Adani stocks slide as SEC pursues summons; weak quarterly earnings add to selloff
Flagship firms tank up to 13 per cent amid US regulatory push and profit hits at Adani Green and AESL

Shares of multiple Adani group companies sank sharply on Friday as a double whammy of regulatory scrutiny in the US and disappointing quarterly results spooked investors. The selloff followed reports that the US Securities and Exchange Commission (SEC) has asked a Brooklyn court for approval to serve summons to Gautam Adani and Sagar Adani via email in a fraud and alleged USD 265-million bribery case, after failing to obtain assistance from Indian authorities.
Adani Enterprises, the group’s flagship, slid 9.38 per cent to Rs 1,891.60 on the BSE, while Adani Power dropped 8.84 per cent to Rs 128.35, Adani Ports fell 7.81 per cent to Rs 1,303.35, and Adani Total Gas declined 7.55 per cent to Rs 507.
Adani Green Energy was the biggest casualty, plunging 13.20 per cent to Rs 785 after reporting a dramatic collapse in quarterly profit. Adani Energy Solutions Ltd (AESL) also tumbled 10.57 per cent to Rs 827.20 after posting an over 8 per cent decline in net profit and briefly hitting the lower circuit. The broader market mirrored the gloom, with the Sensex shedding 769.67 points to 81,537.70 and the Nifty dropping 241.25 points to 25,048.65.
The SEC lawsuit, filed in November 2024, accuses Gautam Adani and Sagar Adani of violating US securities laws by making false and misleading statements related to Adani Green Energy Ltd. The Adani group has rejected the allegations outright, saying accusations of paying bribes for solar contracts are “baseless” and that the conglomerate complies with all laws.
“The allegations made by the US Department of Justice and the US Securities and Exchange Commission against directors of Adani Green are baseless and denied,” a group spokesperson said, adding that all legal remedies would be pursued.
The legal overhang collided with weak quarterly numbers. Adani Green Energy reported a consolidated net profit of just Rs 5 crore for the December 2025 quarter, down from Rs 474 crore a year earlier — a nearly 99 per cent collapse — amid sharply higher expenses. Total expenses rose to Rs 2,961 crore from Rs 2,329 crore, with finance costs jumping to Rs 1,698 crore from Rs 1,251 crore. Total income edged up to Rs 2,837 crore from Rs 2,636 crore.
Despite the profit shock, Adani Green sought to highlight its build-out speed. CEO Ashish Khanna said the company would add 5.6 GW of renewable capacity in 2026 — about 14 per cent of new solar and wind installations across India — taking operational capacity to 17.2 GW. He said the firm’s Khavda project, touted as the world’s largest renewable installation, was advancing quickly, with major battery storage and pumped hydro projects also on track.
In the first nine months of the financial year, Adani Green generated over 27 billion units of clean electricity, expanded operational capacity by 48 per cent year-on-year, and added 2,995 MW of greenfield capacity — more than 90 per cent of FY25’s total additions — pushing the company closer to its 50 GW target.
Other group stocks were dragged down in the fallout: Ambuja Cements slipped 5.98 per cent, Sanghi Industries 5.96 per cent, NDTV 5.31 per cent and ACC 2.76 per cent, underscoring how regulatory pressure and earnings risks across the Adani ecosystem converged into one bleak trading session.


ASSIGNMENT: In the entries below, how many lines contain "Rounds"? Answer with the number and nothing else.

[[ SUPPLIED MATERIAL open ]]

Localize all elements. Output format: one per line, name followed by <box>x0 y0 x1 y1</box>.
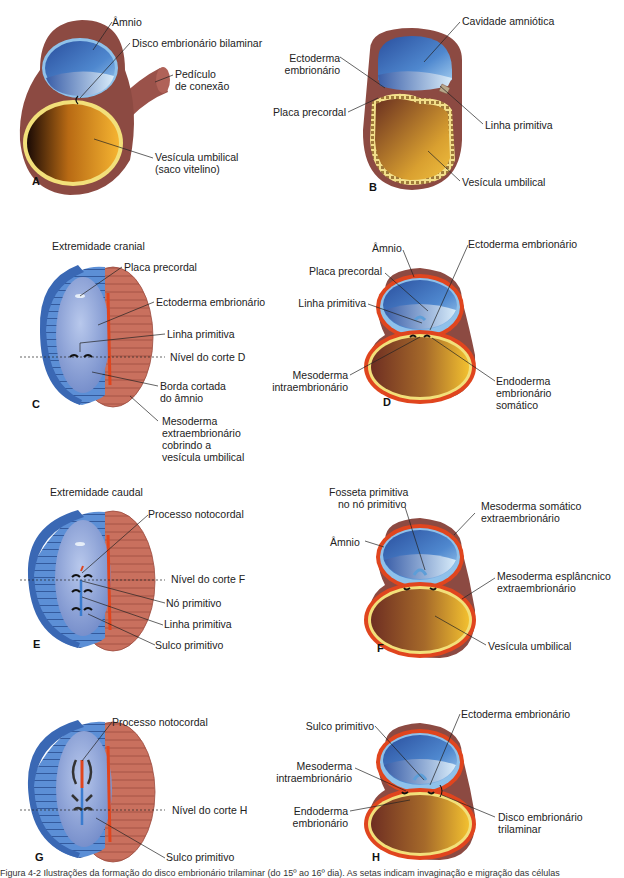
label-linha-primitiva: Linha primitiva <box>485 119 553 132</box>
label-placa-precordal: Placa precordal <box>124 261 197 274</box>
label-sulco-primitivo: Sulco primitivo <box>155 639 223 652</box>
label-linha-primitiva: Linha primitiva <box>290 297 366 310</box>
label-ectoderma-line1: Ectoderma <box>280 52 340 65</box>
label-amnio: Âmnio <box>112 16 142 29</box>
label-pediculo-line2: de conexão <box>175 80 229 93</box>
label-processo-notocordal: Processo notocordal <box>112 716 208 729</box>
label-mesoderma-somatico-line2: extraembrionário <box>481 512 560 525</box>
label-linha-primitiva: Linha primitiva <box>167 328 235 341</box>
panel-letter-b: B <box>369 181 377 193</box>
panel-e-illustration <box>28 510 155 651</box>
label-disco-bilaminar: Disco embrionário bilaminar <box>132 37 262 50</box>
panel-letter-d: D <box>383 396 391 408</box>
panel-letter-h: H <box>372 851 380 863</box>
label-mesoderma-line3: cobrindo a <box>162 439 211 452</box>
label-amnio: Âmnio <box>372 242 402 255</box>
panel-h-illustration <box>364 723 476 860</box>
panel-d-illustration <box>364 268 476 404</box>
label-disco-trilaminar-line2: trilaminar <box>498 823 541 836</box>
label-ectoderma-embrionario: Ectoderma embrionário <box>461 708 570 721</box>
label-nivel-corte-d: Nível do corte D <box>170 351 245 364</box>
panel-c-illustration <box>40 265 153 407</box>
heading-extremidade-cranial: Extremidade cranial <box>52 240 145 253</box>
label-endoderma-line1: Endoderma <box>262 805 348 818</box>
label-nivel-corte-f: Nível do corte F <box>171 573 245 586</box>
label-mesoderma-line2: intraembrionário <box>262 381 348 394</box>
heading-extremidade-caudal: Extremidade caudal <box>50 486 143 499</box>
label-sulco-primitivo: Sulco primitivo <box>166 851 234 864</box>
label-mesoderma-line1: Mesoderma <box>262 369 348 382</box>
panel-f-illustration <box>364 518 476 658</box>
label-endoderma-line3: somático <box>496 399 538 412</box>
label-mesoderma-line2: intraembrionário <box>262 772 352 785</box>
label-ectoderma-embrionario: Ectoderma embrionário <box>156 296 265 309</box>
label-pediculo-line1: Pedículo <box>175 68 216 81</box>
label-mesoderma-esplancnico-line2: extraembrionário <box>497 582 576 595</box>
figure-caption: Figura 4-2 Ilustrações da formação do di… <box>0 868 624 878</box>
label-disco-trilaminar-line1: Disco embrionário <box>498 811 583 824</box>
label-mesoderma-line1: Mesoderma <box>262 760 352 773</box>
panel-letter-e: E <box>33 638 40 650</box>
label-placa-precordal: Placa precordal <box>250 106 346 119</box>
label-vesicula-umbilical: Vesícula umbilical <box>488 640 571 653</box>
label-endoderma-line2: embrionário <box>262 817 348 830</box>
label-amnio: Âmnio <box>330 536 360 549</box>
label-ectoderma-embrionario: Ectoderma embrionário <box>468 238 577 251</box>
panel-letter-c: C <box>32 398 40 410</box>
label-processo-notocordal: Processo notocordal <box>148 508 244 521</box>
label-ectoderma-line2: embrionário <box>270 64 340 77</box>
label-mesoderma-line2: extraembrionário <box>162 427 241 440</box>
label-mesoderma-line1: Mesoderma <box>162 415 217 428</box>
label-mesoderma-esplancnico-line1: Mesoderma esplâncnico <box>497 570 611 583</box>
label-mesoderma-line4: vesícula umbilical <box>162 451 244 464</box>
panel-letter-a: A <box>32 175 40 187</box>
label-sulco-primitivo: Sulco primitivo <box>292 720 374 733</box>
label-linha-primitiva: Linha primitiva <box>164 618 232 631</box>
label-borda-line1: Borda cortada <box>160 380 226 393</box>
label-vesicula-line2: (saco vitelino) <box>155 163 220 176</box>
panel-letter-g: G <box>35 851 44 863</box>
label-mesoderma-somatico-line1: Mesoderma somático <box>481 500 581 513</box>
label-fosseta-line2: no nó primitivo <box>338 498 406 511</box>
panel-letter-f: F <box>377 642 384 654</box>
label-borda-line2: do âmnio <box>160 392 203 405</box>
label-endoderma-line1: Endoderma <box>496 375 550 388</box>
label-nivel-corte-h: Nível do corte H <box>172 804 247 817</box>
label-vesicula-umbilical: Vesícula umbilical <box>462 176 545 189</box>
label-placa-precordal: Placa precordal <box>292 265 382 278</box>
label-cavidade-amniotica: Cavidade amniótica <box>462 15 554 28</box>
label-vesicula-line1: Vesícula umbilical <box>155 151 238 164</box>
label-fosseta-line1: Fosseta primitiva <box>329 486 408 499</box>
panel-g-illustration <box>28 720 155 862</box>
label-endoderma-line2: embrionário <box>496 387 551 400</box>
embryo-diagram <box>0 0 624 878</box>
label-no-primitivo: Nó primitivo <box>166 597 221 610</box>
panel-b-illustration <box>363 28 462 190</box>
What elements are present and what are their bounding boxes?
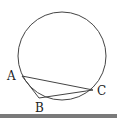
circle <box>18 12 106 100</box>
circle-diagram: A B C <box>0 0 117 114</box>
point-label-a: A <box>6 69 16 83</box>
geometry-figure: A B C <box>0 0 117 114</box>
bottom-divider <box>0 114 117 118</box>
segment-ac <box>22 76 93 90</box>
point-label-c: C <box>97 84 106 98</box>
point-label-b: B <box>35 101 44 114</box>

[[ SUPPLIED MATERIAL closed ]]
[[ SUPPLIED MATERIAL open ]]

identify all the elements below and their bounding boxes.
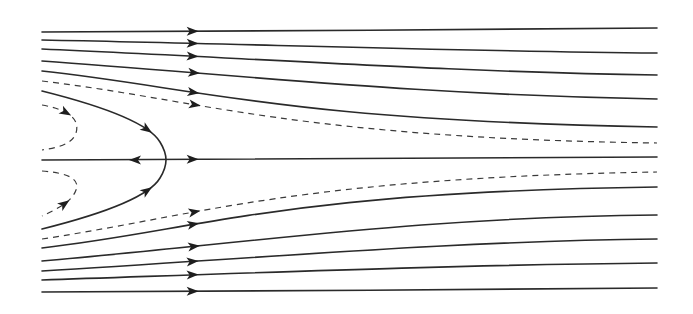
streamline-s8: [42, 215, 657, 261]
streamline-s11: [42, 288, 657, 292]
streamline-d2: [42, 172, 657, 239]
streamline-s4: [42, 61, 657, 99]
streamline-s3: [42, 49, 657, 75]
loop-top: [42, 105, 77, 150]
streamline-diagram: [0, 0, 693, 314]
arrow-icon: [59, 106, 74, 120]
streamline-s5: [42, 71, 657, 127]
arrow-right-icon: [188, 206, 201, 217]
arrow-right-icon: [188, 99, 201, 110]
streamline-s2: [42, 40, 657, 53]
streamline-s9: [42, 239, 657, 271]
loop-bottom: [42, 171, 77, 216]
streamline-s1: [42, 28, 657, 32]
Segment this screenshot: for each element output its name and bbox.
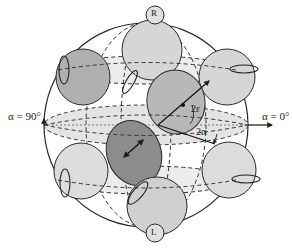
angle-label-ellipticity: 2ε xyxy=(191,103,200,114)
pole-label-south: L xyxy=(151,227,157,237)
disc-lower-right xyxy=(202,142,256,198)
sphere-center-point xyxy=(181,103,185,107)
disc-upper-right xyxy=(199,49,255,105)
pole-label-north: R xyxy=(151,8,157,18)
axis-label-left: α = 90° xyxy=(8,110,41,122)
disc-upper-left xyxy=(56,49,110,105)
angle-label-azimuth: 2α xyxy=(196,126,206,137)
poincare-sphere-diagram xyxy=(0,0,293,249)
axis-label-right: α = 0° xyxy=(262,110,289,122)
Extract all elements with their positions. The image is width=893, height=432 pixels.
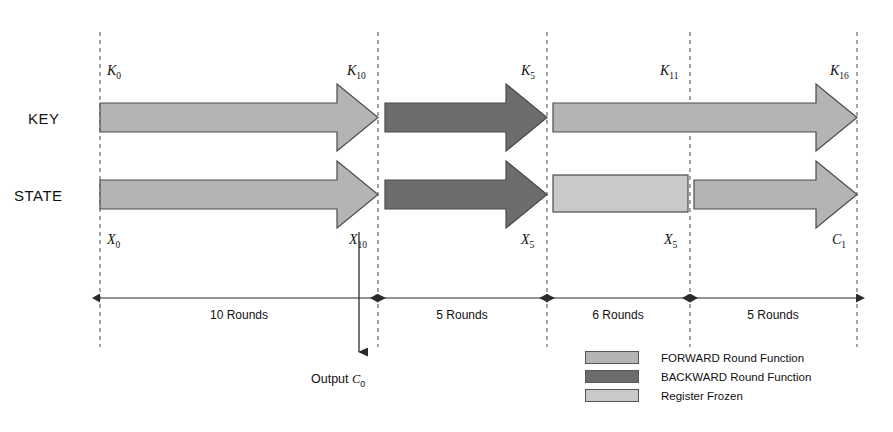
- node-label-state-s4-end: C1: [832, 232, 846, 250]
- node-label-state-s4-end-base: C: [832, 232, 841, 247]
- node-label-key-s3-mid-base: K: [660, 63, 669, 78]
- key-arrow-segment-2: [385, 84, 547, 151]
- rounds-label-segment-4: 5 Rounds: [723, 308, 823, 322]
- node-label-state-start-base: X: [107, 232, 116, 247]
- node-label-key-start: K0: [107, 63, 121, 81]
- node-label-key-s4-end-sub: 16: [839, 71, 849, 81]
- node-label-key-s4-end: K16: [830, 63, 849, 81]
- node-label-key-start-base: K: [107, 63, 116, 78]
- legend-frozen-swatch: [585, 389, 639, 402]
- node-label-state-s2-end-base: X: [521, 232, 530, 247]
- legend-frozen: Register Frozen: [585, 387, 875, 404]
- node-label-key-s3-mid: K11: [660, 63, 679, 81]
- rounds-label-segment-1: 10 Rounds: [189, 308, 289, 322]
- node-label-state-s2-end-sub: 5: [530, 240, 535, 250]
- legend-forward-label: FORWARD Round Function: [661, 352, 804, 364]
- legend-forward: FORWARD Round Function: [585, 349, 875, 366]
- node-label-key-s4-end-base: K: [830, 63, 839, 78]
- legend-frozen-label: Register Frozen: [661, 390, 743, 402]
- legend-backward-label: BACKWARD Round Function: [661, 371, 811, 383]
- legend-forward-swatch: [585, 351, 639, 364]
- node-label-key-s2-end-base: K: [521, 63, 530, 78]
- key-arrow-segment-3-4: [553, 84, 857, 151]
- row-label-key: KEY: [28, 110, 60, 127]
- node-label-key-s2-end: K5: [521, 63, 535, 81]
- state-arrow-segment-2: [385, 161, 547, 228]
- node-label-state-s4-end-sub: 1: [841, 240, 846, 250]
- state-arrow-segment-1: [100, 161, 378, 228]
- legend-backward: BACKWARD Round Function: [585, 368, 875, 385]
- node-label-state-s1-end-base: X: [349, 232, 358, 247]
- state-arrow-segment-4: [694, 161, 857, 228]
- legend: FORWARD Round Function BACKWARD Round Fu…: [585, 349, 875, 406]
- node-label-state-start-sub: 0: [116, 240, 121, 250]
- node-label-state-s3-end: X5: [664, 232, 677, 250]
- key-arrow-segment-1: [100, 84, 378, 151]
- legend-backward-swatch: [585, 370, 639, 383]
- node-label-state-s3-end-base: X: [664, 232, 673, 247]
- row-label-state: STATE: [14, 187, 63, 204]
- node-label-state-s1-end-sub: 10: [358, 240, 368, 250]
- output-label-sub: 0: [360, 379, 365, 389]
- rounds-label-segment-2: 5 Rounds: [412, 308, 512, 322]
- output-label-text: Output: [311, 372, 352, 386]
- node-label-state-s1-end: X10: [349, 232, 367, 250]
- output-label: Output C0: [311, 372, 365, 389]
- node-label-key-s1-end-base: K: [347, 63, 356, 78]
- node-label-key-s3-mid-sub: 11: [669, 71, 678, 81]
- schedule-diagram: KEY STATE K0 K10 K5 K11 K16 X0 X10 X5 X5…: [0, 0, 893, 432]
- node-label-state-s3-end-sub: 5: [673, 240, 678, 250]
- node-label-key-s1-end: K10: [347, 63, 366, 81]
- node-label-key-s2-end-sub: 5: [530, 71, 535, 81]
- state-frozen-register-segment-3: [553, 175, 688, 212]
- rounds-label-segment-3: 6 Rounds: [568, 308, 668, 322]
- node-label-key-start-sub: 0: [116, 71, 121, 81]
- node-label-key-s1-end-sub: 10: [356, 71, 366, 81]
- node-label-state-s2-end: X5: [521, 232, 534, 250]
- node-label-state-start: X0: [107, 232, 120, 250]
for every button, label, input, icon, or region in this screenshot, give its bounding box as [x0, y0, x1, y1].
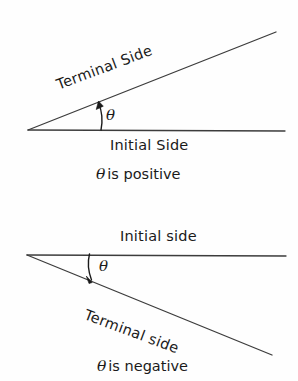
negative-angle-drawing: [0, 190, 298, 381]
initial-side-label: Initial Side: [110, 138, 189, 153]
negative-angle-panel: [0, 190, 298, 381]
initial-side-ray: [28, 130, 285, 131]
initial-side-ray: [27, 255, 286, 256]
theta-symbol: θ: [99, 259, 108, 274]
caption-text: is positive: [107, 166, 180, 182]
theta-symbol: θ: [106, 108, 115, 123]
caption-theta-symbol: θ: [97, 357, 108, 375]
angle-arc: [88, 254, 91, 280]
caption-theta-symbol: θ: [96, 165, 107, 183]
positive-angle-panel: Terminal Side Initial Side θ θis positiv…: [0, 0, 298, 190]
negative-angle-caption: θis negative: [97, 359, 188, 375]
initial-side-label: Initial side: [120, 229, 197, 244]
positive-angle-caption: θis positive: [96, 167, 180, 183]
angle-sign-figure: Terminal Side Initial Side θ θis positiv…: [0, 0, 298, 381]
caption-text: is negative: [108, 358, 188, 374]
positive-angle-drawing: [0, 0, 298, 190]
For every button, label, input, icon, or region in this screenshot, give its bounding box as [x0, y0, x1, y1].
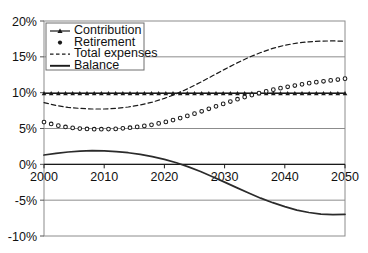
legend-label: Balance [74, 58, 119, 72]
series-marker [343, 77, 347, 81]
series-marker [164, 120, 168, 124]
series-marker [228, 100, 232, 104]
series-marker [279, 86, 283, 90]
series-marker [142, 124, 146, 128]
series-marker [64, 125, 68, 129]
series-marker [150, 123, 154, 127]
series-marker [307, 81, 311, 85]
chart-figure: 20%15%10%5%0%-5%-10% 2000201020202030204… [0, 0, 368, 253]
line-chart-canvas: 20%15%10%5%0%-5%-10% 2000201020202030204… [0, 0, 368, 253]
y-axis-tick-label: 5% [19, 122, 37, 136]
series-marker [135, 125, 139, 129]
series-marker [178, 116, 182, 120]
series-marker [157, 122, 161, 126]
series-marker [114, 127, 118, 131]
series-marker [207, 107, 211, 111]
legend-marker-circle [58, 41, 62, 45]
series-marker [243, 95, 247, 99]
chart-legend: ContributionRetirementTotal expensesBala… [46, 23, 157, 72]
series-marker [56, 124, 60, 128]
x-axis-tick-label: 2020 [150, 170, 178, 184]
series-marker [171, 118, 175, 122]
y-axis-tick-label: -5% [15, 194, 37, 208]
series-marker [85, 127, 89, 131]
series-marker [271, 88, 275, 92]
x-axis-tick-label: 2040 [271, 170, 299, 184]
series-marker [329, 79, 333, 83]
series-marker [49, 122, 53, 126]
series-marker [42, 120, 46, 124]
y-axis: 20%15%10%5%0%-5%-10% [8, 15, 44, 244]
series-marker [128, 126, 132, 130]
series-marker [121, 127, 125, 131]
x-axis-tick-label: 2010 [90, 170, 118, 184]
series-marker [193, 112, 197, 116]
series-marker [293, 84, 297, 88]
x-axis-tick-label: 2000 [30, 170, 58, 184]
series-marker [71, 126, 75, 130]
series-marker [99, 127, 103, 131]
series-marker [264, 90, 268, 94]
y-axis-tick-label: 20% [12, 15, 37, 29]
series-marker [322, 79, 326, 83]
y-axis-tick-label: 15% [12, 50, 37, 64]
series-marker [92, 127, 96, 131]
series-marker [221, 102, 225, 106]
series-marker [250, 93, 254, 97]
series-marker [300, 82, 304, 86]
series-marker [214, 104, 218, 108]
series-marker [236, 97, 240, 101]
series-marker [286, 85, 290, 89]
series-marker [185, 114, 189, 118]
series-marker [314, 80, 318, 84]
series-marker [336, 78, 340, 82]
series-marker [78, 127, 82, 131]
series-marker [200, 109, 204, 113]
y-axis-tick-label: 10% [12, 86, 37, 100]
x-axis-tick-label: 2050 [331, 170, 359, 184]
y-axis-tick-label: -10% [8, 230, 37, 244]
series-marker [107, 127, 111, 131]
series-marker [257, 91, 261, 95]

[[ SUPPLIED MATERIAL closed ]]
[[ SUPPLIED MATERIAL open ]]

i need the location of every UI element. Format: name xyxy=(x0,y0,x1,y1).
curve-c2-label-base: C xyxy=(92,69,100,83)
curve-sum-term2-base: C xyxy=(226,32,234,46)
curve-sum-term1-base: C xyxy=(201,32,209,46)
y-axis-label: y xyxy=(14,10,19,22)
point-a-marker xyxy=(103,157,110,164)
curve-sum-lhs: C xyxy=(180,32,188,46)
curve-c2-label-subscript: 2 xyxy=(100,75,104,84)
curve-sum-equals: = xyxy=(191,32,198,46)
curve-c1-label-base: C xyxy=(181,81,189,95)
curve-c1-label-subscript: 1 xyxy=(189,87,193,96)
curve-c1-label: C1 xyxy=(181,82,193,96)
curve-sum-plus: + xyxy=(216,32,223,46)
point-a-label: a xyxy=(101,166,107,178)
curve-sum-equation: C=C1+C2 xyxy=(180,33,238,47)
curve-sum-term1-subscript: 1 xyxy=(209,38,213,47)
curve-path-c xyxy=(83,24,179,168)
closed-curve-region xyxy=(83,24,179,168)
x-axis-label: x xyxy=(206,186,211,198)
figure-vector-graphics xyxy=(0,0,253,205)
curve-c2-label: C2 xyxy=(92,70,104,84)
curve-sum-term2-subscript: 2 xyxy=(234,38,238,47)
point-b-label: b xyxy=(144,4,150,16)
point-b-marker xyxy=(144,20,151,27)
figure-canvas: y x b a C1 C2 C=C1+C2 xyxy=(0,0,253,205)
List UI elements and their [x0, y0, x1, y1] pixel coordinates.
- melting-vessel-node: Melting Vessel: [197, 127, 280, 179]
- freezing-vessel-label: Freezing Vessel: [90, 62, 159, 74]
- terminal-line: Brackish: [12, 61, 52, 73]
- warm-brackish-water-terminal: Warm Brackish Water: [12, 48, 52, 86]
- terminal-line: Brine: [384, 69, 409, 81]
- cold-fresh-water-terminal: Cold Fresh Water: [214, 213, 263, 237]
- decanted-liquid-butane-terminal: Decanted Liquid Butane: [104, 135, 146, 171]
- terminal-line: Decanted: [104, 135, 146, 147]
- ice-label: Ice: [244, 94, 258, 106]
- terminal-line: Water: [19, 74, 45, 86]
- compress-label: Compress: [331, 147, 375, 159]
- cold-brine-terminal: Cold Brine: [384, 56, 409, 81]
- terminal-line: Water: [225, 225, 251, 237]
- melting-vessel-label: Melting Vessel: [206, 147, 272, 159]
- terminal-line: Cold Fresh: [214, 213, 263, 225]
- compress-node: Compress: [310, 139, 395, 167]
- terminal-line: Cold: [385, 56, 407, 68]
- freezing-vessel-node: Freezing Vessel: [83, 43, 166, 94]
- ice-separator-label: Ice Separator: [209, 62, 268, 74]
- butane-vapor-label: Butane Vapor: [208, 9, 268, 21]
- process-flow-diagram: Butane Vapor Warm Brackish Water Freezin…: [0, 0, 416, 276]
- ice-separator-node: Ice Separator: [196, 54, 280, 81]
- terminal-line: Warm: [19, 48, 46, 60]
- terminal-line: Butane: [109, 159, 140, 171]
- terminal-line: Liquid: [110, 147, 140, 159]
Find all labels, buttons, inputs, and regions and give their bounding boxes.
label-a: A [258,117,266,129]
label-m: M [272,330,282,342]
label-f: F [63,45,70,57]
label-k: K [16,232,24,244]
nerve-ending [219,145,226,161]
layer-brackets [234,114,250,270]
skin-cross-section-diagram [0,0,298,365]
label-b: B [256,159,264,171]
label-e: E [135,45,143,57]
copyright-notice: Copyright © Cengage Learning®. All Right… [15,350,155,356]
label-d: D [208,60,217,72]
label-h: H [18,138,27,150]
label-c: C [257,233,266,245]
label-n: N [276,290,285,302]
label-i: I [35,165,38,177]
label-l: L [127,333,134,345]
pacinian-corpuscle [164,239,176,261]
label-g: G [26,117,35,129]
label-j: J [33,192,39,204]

[[ SUPPLIED MATERIAL closed ]]

REPLY TO THE TASK: 4